Spotting Logical Fallacies

beginner · 5 min read

A logical fallacy is not just a "bad argument" in a vague sense. It is a specific, recognizable pattern where the reasoning fails even if the conclusion happens to be true. Learning to name these patterns does two things for you: it lets you take them apart quickly in a live round, and it stops you from accidentally using them yourself when you are under time pressure and reaching for anything that sounds persuasive.

Straw man: attacking a weaker version of the claim

A straw man replaces your opponent's actual position with an easier one to knock down. If your opponent argues "we should regulate social media algorithms for minors," and you respond "so you want to ban the internet for teenagers," you have not engaged with their claim. You have built a weaker one and beaten that instead.

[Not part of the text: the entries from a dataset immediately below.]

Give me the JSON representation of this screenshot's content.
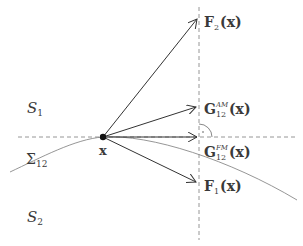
{
  "colors": {
    "vector": "#333333",
    "curve": "#8a8a8a",
    "dashed": "#8a8a8a",
    "text": "#3a3a3a",
    "point": "#111111"
  },
  "point": {
    "label": "x",
    "cx": 103,
    "cy": 137
  },
  "regions": {
    "s1": {
      "base": "S",
      "sub": "1"
    },
    "s2": {
      "base": "S",
      "sub": "2"
    },
    "sigma": {
      "base": "Σ",
      "sub": "12"
    }
  },
  "vectors": [
    {
      "id": "F2",
      "base": "F",
      "sub": "2",
      "sup": "",
      "arg": "(x)",
      "tip": [
        197,
        18
      ]
    },
    {
      "id": "G12AM",
      "base": "G",
      "sub": "12",
      "sup": "AM",
      "arg": "(x)",
      "tip": [
        197,
        107
      ]
    },
    {
      "id": "G12FM",
      "base": "G",
      "sub": "12",
      "sup": "FM",
      "arg": "(x)",
      "tip": [
        197,
        137
      ]
    },
    {
      "id": "F1",
      "base": "F",
      "sub": "1",
      "sup": "",
      "arg": "(x)",
      "tip": [
        197,
        182
      ]
    }
  ],
  "guides": {
    "vertical_x": 199,
    "horizontal_y": 137
  }
}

The fix, whether you are catching this in an opponent or avoiding it yourself, is to restate the other side's claim in a way they would agree is fair before you respond to it. If you cannot state their position accurately, you are not ready to attack it.

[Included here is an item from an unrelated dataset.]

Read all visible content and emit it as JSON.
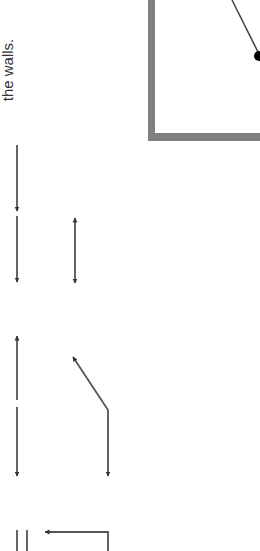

Ad hominem: attacking the person instead of the claim

An ad hominem dismisses an argument by attacking the person making it rather than the argument itself. "You would say that, you're on the debate team" is not a response to a claim, it is a distraction from one. This fallacy is tempting because it often gets an emotional reaction from a live audience, but a trained judge will notice that the underlying claim was never actually addressed and will penalize the debater who dodged it.

There is a related, legitimate move that looks similar but is not a fallacy: pointing out that a source has a documented conflict of interest is a real critique of evidence quality. The difference is whether you are attacking the argument's support or just the person's character.

False dilemma: hiding the other options

A false dilemma presents only two options when more exist, usually to make one option look inevitable. "Either we cut the program entirely or the budget collapses" ignores every version of partial funding, restructuring, or phased cuts in between. Debaters reach for this because two options are easier to argue than five, but a sharp opponent only needs to name one overlooked option to break the whole frame.

Slippery slope: assuming the worst outcome is inevitable

A slippery slope argument claims that one step will inevitably lead to an extreme outcome, without establishing the actual mechanism that would cause each step to follow the last. "If we allow students to redo one failed test, eventually no test will mean anything" skips over every safeguard that could stop that chain: grading policy, teacher discretion, a limit on retakes. The fallacy is not that slopes never exist. Some causal chains really are that tight. The fallacy is asserting the chain without showing why each link actually holds.

To catch this fallacy in a round, ask your opponent to walk through the mechanism step by step. If they cannot explain why step two follows from step one, the slope was assumed, not argued.

Correlation treated as causation

This is the most common fallacy in evidence-heavy debates, and it deserves its own mention. Two things happening together does not mean one caused the other. Ice cream sales and drowning deaths both rise in summer, but ice cream does not cause drowning: heat drives both. Whenever an opponent presents a statistic showing two trends moving together, ask what else could explain the pattern before accepting their causal story.

Appeal to popularity: treating agreement as proof

An appeal to popularity argues that a claim must be true because many people believe it, or that a policy must be right because it is popular. Popularity can be relevant evidence about what people want, which sometimes matters, but it is not evidence that a claim is factually correct. Widespread belief has been wrong before, often enough that "everyone agrees" should never be the last line of your reasoning.

Using this in a live round

You do not need to shout "straw man!" like a buzzword to win the point. Instead, name the pattern briefly, then explain the actual gap: "that response addresses a stronger claim than the one I made, here is what I actually argued." That sentence does more work than the label alone, because it shows the judge exactly where the reasoning broke down rather than assuming they will take your word for it.

The next guide in this series covers how to turn a spotted fallacy, or any weak point in an opponent's case, into a rebuttal that actually moves the round in your favor.